Mounties confirmed public tips led them to a campground in Boston Bar, where they found the family and arrested 48-year-old Trina Meisel without incident on Wednesday afternoon.
She is facing two counts of abduction.
The update came shortly after RCMP revealed they’d received new information the children, ages six and 12, could be in serious danger.
Meisel, the girls' biological mother, is accused of snatching them from their Vulcan, Alta. elementary school on Monday morning.
She does not have legal guardianship of the children and court documents show she’s facing dozens of unrelated charges, including one count of setting a trap to cause harm.
Insp. Tony Hamori said an Amber Alert wasn’t issued immediately because investigators were not aware of a clear risk to the children's well-being early in the case.

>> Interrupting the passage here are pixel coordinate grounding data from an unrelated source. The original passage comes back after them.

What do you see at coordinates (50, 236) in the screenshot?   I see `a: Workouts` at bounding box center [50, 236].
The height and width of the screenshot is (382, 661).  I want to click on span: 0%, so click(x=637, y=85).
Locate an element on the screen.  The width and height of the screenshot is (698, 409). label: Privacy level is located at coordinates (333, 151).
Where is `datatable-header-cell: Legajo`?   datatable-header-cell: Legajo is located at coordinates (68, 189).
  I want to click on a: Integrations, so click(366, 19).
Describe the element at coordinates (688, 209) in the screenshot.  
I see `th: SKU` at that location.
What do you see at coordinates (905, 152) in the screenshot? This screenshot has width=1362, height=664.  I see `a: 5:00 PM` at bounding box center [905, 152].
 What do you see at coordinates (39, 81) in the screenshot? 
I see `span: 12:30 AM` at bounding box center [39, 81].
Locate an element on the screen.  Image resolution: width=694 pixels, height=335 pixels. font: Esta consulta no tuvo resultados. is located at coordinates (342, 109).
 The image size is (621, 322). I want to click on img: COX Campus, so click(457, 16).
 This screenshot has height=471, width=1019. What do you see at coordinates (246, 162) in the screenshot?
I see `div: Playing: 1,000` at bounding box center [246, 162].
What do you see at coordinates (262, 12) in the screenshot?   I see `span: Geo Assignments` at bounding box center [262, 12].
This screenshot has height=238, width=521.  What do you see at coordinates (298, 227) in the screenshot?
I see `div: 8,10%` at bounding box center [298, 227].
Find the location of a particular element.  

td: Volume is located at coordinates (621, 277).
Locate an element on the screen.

“The information came to light this morning,” Hamori said.
The investigation expanded into B.C. on Monday, when police got a tip that Meisel was just west of the Alta. border in Golden.
Mounties later learned she may have been agitated due to a recent custody decision against her.
“Our investigation has led us to believe her behaviour could be very erratic as a result of her frustration with that custody order,” Hamori said.
Meisel is also charged with 24 counts of trying to obtain prescription drugs using forged documents.
Mounties said her daughters have been placed in the custody of the BC Ministry of Children and Families, and that relatives from Alberta are heading out to meet them.
Meisel is expected to be returned to Alberta without 24 hours.
Hamori said police in Alberta had been communicating extensively with all police forces in western Canada since the investigation began.